1. (Nashville, TN: Thomas Nelson, 2007). For those interested in checking the accuracy of my quotations or paraphrases, references to pages or (short) chapters from this book are given in parentheses. In order to avoid attributing inconsistency to McLaren, we must understand "Revolution" in the subtitle of his book as a fundamentally nonviolent change. This is not what he has in mind when he later refers to the "Revolution"-centered framing story adopted by first-century Jewish Zealots.

2. McLaren's interpretation of the New Testament evidence concerning the actual views of Jesus seems to me within the general ballpark of opinions on this topic held by scholars who have devoted their careers to reconstructing the message of the historical Jesus. For instance, he is clearly aware of the work of John Dominic Crossan, author of The Historical Jesus (1991) and Jesus: a Revolutionary Biography (1994; rpt. 2009), and a leading figure in the Jesus Seminar.

3. These include the United Nation's Millennium Development Goals of the UN, the Copenhagen Consensus on the top 10 global problems, and Rick Warren's Peace Plan. (McLaren, 46-48)

4. McLaren has an understandable tendency to overstate somewhat the leverage that a concentration on this factor gives us. See note 6, below.

5. Drawing on work by Catholic theologian Thomas Beaudoin. After Purity: Contesting Theocapitalism and The church: defender of theocapitalism?.
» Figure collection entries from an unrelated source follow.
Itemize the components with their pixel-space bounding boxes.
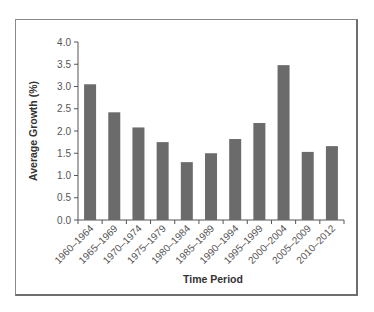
bar [108,112,120,220]
y-tick-label: 1.0 [57,170,71,181]
y-tick-label: 0.0 [57,215,71,226]
bar [278,65,290,220]
y-axis: 0.00.51.01.52.02.53.03.54.0 [57,37,78,226]
y-axis-title: Average Growth (%) [27,81,39,181]
bar [229,139,241,220]
y-tick-label: 4.0 [57,37,71,48]
bar-chart: 0.00.51.01.52.02.53.03.54.0 1960–1964196… [0,0,374,312]
bar [302,152,314,220]
y-tick-label: 3.5 [57,59,71,70]
y-tick-label: 2.5 [57,103,71,114]
x-axis: 1960–19641965–19691970–19741975–19791980… [52,220,344,266]
bar [84,84,96,220]
y-tick-label: 3.0 [57,81,71,92]
bars [84,65,338,220]
bar [132,127,144,220]
bar [253,123,265,220]
y-tick-label: 0.5 [57,192,71,203]
y-tick-label: 1.5 [57,148,71,159]
bar [326,146,338,220]
x-axis-title: Time Period [183,273,243,285]
bar [181,162,193,220]
bar [205,153,217,220]
y-tick-label: 2.0 [57,126,71,137]
bar [157,142,169,220]
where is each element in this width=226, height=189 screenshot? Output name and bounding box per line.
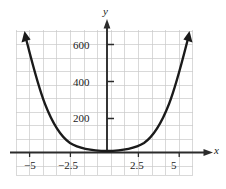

6. In making the framing story (or Religion) central, and so, presumably, pivotal, McLaren joins a long line of reformers that underestimate the relative independence of social, economic, and legal institutions from the discourse of intellectuals and others who operate largely in the realm of ideas, a category which includes theologians and preachers as well as college professors in the humanities and social sciences and pundits in the media—a category that includes McLaren as well as myself. I am far from denying the importance of the Framing Story, but the capital system is "organic" in the sense that its parts express and reinforce each other in very subtle ways; the mostly unconscious habits (and Freudian complexes?) of people who operate in the economy of this system would provide a basis for regenerating the now-dominant Framing Story should the current chattering classes themselves suddenly fall silent. Those habits can be changed to the extent that the actual social relations of production and governance change. A new Framing Story (or perhaps a new set of framing stories) that blends a perspective centered on radical generosity with modern revolutionary ideas of social ownership and high intensity democracy can help pave the way for those changes but it cannot be substituted for them.